On Tue, Apr 29, 2014 at 3:00 PM, Douglas Otis <doug.mtview@xxxxxxxxx> wrote:
There will be an effort made to better generalize the TPA expired draft.   http://tools.ietf.org/html/rfc6541 (ATPS) was hostile to existing mailing-list services and, as such, could not be deployed.  Nor was it more suitable for high volume email services.  An effort to change From header fields will have users guessing which field indicates who authored the message and in the end will provide no benefit.

ATPS was deployed as part of an open source package since before it was published.  It has seen negligible use, and I suspect that's because there has not to date been any demand for third-party signing mechanisms of any kind.  In particular, nobody has said anything even a little bit like "I would use ATPS if only it were changed in the following way(s): ...", including (and especilaly) the large messaging providers that use that open source package.

To me, this may lend credence to John Levine's claim that the list signing the message is as good or better than the author signing the message.

In any case, ATPS, TPA, and its variants all run up against a whitelisting scaling problem.  I think that's the more interesting thing to discuss.

Dear Murray,

Two significant changes from TPA occurred during the development of ATPS that made its use impossible. 

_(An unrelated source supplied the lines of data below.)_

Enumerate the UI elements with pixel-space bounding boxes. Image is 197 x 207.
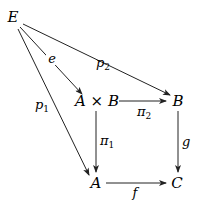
label-e: e bbox=[48, 51, 56, 66]
node-A: A bbox=[89, 174, 102, 192]
commutative-diagram: E A × B B A C e p2 p1 π2 π1 g f bbox=[0, 0, 197, 207]
node-B: B bbox=[171, 92, 183, 110]
node-E: E bbox=[7, 8, 19, 26]
label-p2: p2 bbox=[96, 55, 110, 72]
label-pi1: π1 bbox=[99, 133, 114, 150]
label-p1: p1 bbox=[35, 97, 49, 114]
node-C: C bbox=[171, 174, 183, 192]
label-pi2: π2 bbox=[136, 104, 151, 121]
label-g: g bbox=[182, 134, 190, 149]
node-AxB: A × B bbox=[73, 92, 119, 110]
label-f: f bbox=[132, 185, 140, 200]
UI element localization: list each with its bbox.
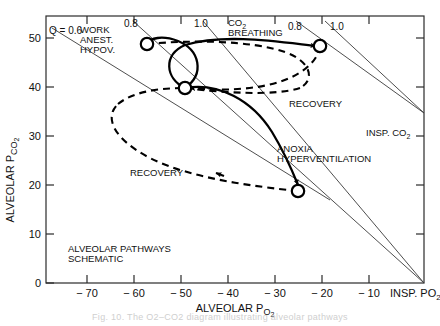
o2-co2-diagram-figure: 50 40 30 20 10 0 − 70 − 60 − 50 − 40 − 3… — [0, 0, 440, 326]
svg-text:INSP. PO2: INSP. PO2 — [390, 287, 440, 302]
label-insp-co2-main: INSP. CO — [366, 127, 406, 138]
label-recovery-upper: RECOVERY — [289, 98, 343, 109]
label-anoxia-line2: HYPERVENTILATION — [277, 153, 371, 164]
label-r-10-left: 1.0 — [194, 18, 208, 29]
x-origin-label-main: INSP. P — [390, 287, 428, 299]
y-axis-title-sub2: 2 — [13, 137, 20, 141]
y-tick-label: 40 — [29, 81, 41, 93]
x-tick-labels: − 70 − 60 − 50 − 40 − 30 − 20 − 10 — [76, 287, 380, 299]
curve-lower-recovery-back — [118, 88, 185, 104]
y-tick-label: 20 — [29, 179, 41, 191]
plot-canvas: 50 40 30 20 10 0 − 70 − 60 − 50 − 40 − 3… — [0, 0, 440, 326]
curve-co2-breathing — [169, 39, 316, 88]
label-recovery-lower: RECOVERY — [130, 167, 184, 178]
x-tick-label: − 30 — [264, 287, 286, 299]
x-tick-label: − 40 — [217, 287, 239, 299]
marker-work-anest-hypov — [141, 38, 153, 50]
marker-normal-resting — [179, 82, 191, 94]
y-tick-label: 30 — [29, 130, 41, 142]
x-origin-label: INSP. PO2 — [390, 287, 440, 302]
marker-anoxia — [292, 185, 304, 197]
label-r-10-right: 1.0 — [330, 21, 344, 32]
label-insp-co2-sub: 2 — [406, 133, 410, 140]
curve-anoxia-hyperventilation — [185, 87, 298, 185]
label-hypov: HYPOV. — [80, 44, 115, 55]
x-tick-label: − 20 — [311, 287, 333, 299]
plot-annotations: Q = 0.6 0.8 1.0 0.8 1.0 WORK ANEST. HYPO… — [49, 17, 410, 264]
label-q-06: Q = 0.6 — [49, 25, 83, 36]
x-origin-label-sub2: 2 — [436, 293, 440, 302]
x-tick-label: − 10 — [358, 287, 380, 299]
label-r-08-left: 0.8 — [124, 18, 138, 29]
y-tick-label: 10 — [29, 228, 41, 240]
svg-text:ALVEOLAR PCO2: ALVEOLAR PCO2 — [4, 137, 20, 222]
y-tick-label: 0 — [35, 277, 41, 289]
y-axis-title-main: ALVEOLAR P — [4, 155, 16, 223]
label-r-08-right: 0.8 — [288, 21, 302, 32]
figure-caption-partial: Fig. 10. The O2–CO2 diagram illustrating… — [0, 312, 440, 326]
y-axis-title-sub: CO — [9, 141, 19, 155]
svg-text:INSP. CO2: INSP. CO2 — [366, 127, 410, 140]
y-tick-label: 50 — [29, 32, 41, 44]
label-schematic-line2: SCHEMATIC — [68, 253, 123, 264]
x-tick-label: − 50 — [170, 287, 192, 299]
marker-co2-breathing — [314, 40, 326, 52]
x-tick-label: − 70 — [76, 287, 98, 299]
y-tick-labels: 50 40 30 20 10 0 — [29, 32, 41, 289]
label-co2-breathing-line2: BREATHING — [228, 27, 283, 38]
x-tick-label: − 60 — [123, 287, 145, 299]
curve-work-anest-hypov — [147, 38, 198, 88]
y-axis-title: ALVEOLAR PCO2 — [4, 137, 20, 222]
curve-lower-recovery-arrow — [216, 173, 224, 176]
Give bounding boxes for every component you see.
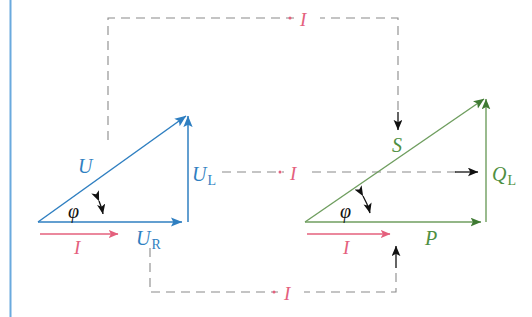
label-phi-power: φ [340,200,351,223]
label-U: U [78,155,94,177]
bottom-connector [150,246,396,292]
connector-dot-middle [279,171,282,174]
connector-dot-bottom [273,291,276,294]
connector-dot-top [289,17,292,20]
label-I-power: I [342,237,351,258]
vector-S [305,99,484,222]
label-QL: QL [492,163,516,188]
power-triangle [305,99,486,234]
figure-canvas: U UL UR S QL P φ φ I I [0,0,532,317]
vector-U [38,116,186,222]
voltage-triangle [38,116,188,234]
label-UR: UR [136,227,161,252]
label-P: P [424,227,437,249]
label-mask-middle [284,160,310,184]
label-mask-bottom [278,280,304,304]
phasor-diagram: U UL UR S QL P φ φ I I [0,0,532,317]
angle-arc-power [363,196,370,213]
angle-arc-voltage [99,201,103,214]
label-mask-top [294,6,320,30]
label-phi-voltage: φ [68,200,79,223]
label-S: S [392,134,402,156]
label-I-voltage: I [73,237,82,258]
label-UL: UL [192,163,216,188]
top-connector [108,18,398,140]
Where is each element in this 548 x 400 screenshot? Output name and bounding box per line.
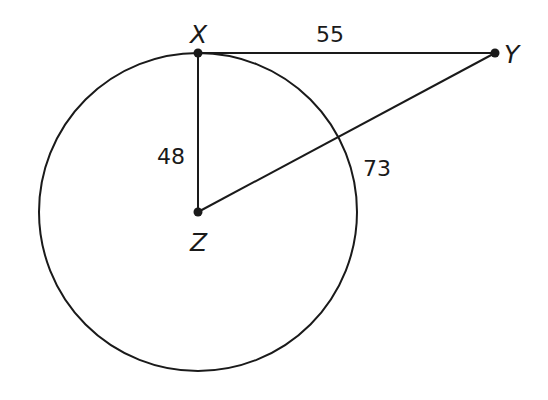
label-xy-length: 55 [316, 22, 344, 47]
point-x [194, 49, 203, 58]
label-x: X [188, 20, 208, 49]
diagram-svg: X Y Z 55 48 73 [0, 0, 548, 400]
geometry-diagram: X Y Z 55 48 73 [0, 0, 548, 400]
segment-zy [198, 53, 495, 212]
point-z [194, 208, 203, 217]
label-y: Y [504, 40, 521, 69]
point-y [491, 49, 500, 58]
label-zy-length: 73 [363, 156, 391, 181]
label-xz-length: 48 [157, 144, 185, 169]
label-z: Z [189, 228, 208, 257]
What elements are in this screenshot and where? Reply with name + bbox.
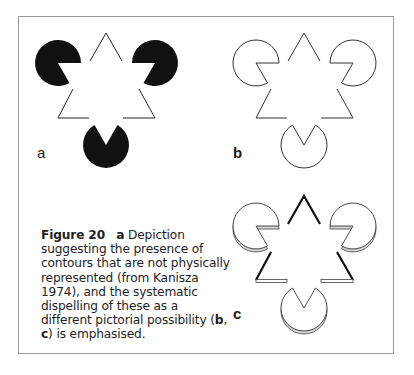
caption-text-1: Depiction suggesting the presence of con… xyxy=(41,228,230,327)
pacman-top-right xyxy=(132,40,178,86)
pacman-bottom xyxy=(83,125,129,168)
caption-text-2: ) is emphasised. xyxy=(48,327,145,341)
panel-a-figure xyxy=(35,33,178,168)
caption-sep: , xyxy=(223,313,227,327)
caption-figure-number: Figure 20 xyxy=(41,228,105,242)
figure-caption: Figure 20 a Depiction suggesting the pre… xyxy=(41,228,231,342)
panel-b-label: b xyxy=(233,144,242,161)
panel-a-label: a xyxy=(37,144,45,161)
pacman-top-left xyxy=(35,40,81,86)
panel-c-figure xyxy=(233,196,376,334)
panel-c-label: c xyxy=(233,305,241,322)
panel-b-figure xyxy=(233,33,376,168)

1) Unique DKIM signatures became necessary to enable third-party services.  (IESG requirement as I understand.)
  
This special signature requirement expects all services to change before ATPS becomes usable. (Impossible impediment deliberately imposed.)

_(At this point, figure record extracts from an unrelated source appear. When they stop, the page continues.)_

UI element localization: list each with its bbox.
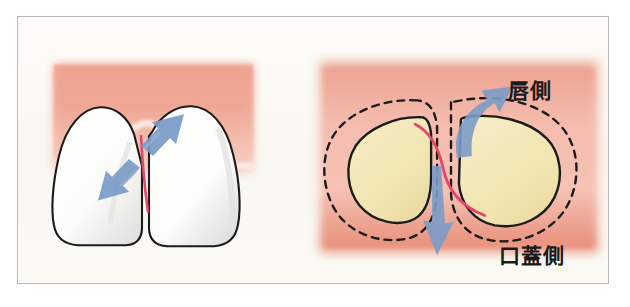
label-labial-side: 唇側: [508, 81, 552, 102]
label-palatal-side: 口蓋側: [499, 246, 565, 267]
illustration-frame: 唇側 口蓋側: [17, 16, 609, 284]
figure-root: 唇側 口蓋側: [0, 0, 630, 307]
panel-frontal-view: [18, 17, 290, 283]
frontal-view-drawing: [18, 17, 290, 283]
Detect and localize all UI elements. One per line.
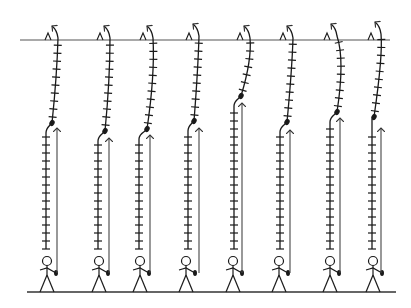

2) Optional labeling scheme requiring domain unique references. (Requiring a reference to determine label encoding???)
  
Variable labeling makes scaling or exchanging data time consuming and difficult.

TPA offered a functional scheme without any third-party services first changing.  These third-party services could sign using DKIM, authorize outbound MTA using SPF, depend on EHLO validation, or whatever validation condoned by the Author Domain.   TPA even add a required List-ID alignment to further constrain authorizations for mailing-lists or specific Senders to selectively enable other types of third-party services.  TPA did not even require DKIM (nor does DMARC for that matter).

I agree with you and John about list management, but those seeking to defend their Author domain must be able to decide which exceptions are permitted as a means to foreclose on abuse.  

TPA scales better than restful JSON or other technologies or protocols currently available.  The author domain would publish concise static information that only changes in response to reports of abuse.  This approach was used to report on thousands of MTAs for very large ESPs where their recipients added a unique label to the query since this was to establish a paid service to fund largely legal expenses.  Once a too big to ignore domain using DMARC, ADSP, or yet to be determined restrictive policy implements TPA (which uses consistent labeling), other domains being similarly managed could share the same _tpa subdomain.  The scaling issue that you describe would involve mostly static resources based on feedback monitoring to allow exceptions after confirming management of third-party services. 

TPA does not shift the senders problems on to recipients as DMARC does when applied against user accounts. TPA does not demand third-party services make changes in their process as did ATPS. 

Stop being concerned about scale.  Much much more than 30,000 third-party services can be trivially supported using the TPA single query scheme.